EK: I am feminist and I enjoy reading feminist theory when I have time, I do refer to Judith Butler on some occasions, also Hélène Cixous and Luce Irigaray and Chris Kraus. Unfortunately, a lot of time now goes into developing my work structure and a lot of organizational framework. Lately, I have moved back to reading about the Pacific cultures again, which is for me a feminist endeavour because I am working on a project of an inquiry how the ideas of male artists, like the German expressionists, of a place that has the nature – human connection they perceived as “paradise” could or not be meaningful to a female artist.


On Being an Artist

ST: I read from the internet that you decided to become an artist in 1985, aged 15, and in the Vienna Secession’s show, I am your mirror, you did show some of your photographs taken in 1985. What motivated you to become an artist at such a young age? How did you arrive step by step?

EK: Art seemed to me a different form of social life, which it still is. It is very open what art is or can be and how it will develop, which connects a feeling of freedom with it. Before attending the academy of visual arts in Vienna, I was reading art magazines and drawing a lot, then came the first experience of starting to look at exhibitions and to understand what an exhibition is and can be and I am still constantly developing in many aspects, but the biggest struggle is to maintain enough areas in my life that are not touched by art or by the way of thinking as an artist.

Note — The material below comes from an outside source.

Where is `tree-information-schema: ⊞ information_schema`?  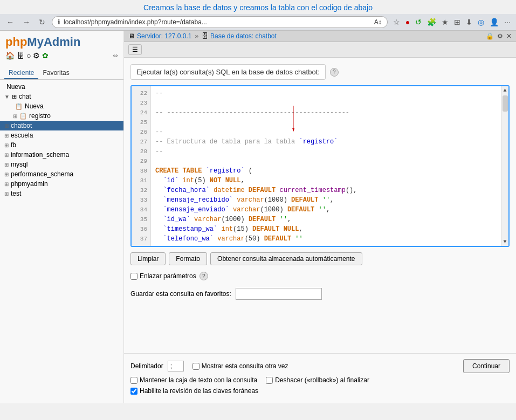 tree-information-schema: ⊞ information_schema is located at coordinates (61, 155).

©Elke Krystufek, I Am your Mirror, 1997. 100 x 70 cm, Courtesy of the artist

ST: Have you sacrificed anything in your life (and what) to become an artist? Why?

EK: Nothing. I still enjoy the fact, that there are so many different ways of being an artist and I was very lucky that I could make a living as an artist already quite early.

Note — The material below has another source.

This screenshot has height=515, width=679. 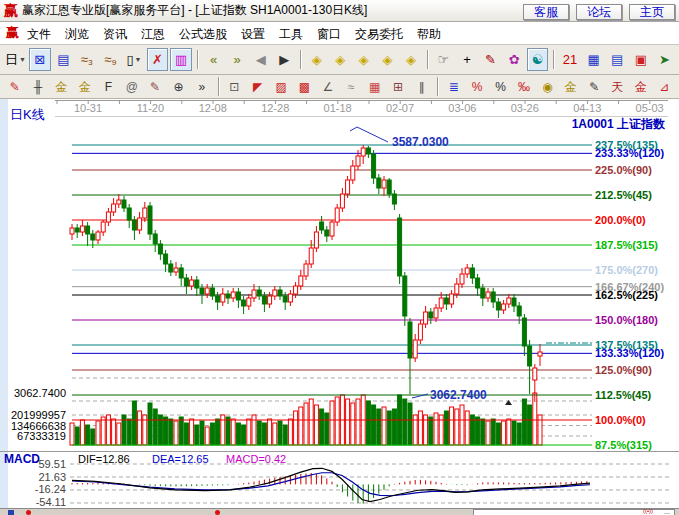 I want to click on titlebar-button-2: 论坛, so click(x=599, y=12).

ST: Is being a female artist an advantage or disadvantage for you?

EK: It is on many levels more difficult than being a male artist, economically for sure, and also to create female alliances the way male artists have been doing for centuries, etc. The most difficult aspect for me, it seems to find support to raise a child in spite of being successful and working with issues than can be at least seen as a bit confrontative for male identity.

ST: Do you feel comfortable when people say that your work descend from the Viennese Actionism and Egon Schiele?

EK: No, because my work descends from feminist positions like VALIE EXPORT and Hannah Wilke, Carolee Schneemann and also from knowing Karen Kilimnik’s work from very early on. The queer aesthetics of Andy Warhol and Jack Smith have been very important for my video work. Also a lot of male artist who work with their identities have been very influential, like Urs Lüthi, Jürgen Klauke, Pierre Molinier and Sands Murray-Wassink, even though he is a bit younger, but our collaborations and dialogues have been a big influence. Raymond Pettibon also has been influential because of the text and drawing combination and how he integrates literature, music, politics, popular culture etc. into his drawings.


About the Artist

Elke Krystufek was born in 1970 in Vienna where she lives and works.
Her most recent solo exhibitions include Galerie Nicola von Senger, Zürich, Switzerland, Galerie Meyer Kainer, Vienna, Austria, Kestner Gesellschaft, Hannover, Germany; Responsible for a certain amount of Luck, Steirischer Herbst 2008, Camera Austria, Austria, all in 2009. Dark Continents, Museum of Contemporary Art, North Miami, Florida, USA; A FILM CALLED WOOD…, Transit Art Space, Stavanger, Norway; Mother Observing, Galleria Il Capricornio, Venice, Italy; Power Change Initiated by a Woman, Ulmer Museum, Ulm, Germany, in 2008. Her group shows in 2009 include elles@centrepompidou, Centre Pompidou, Paris, France; Rebelle. Art and Feminism 1969-2009, Museum Moderne Kunst Arnhem, Netherlands; 53rd Venice Biennale, Austrian Pavillion, Biennale Venedig (together with Dorit Margreiter and Franziska and Lois Weinberger), Venice, Italy; EGO Documents, Kunstmuseum Bern, Bern, Switzerland. She is preparing for a solo show in Susanne Vielmetter Los Angeles Projects, Los Angeles, CA for 2010.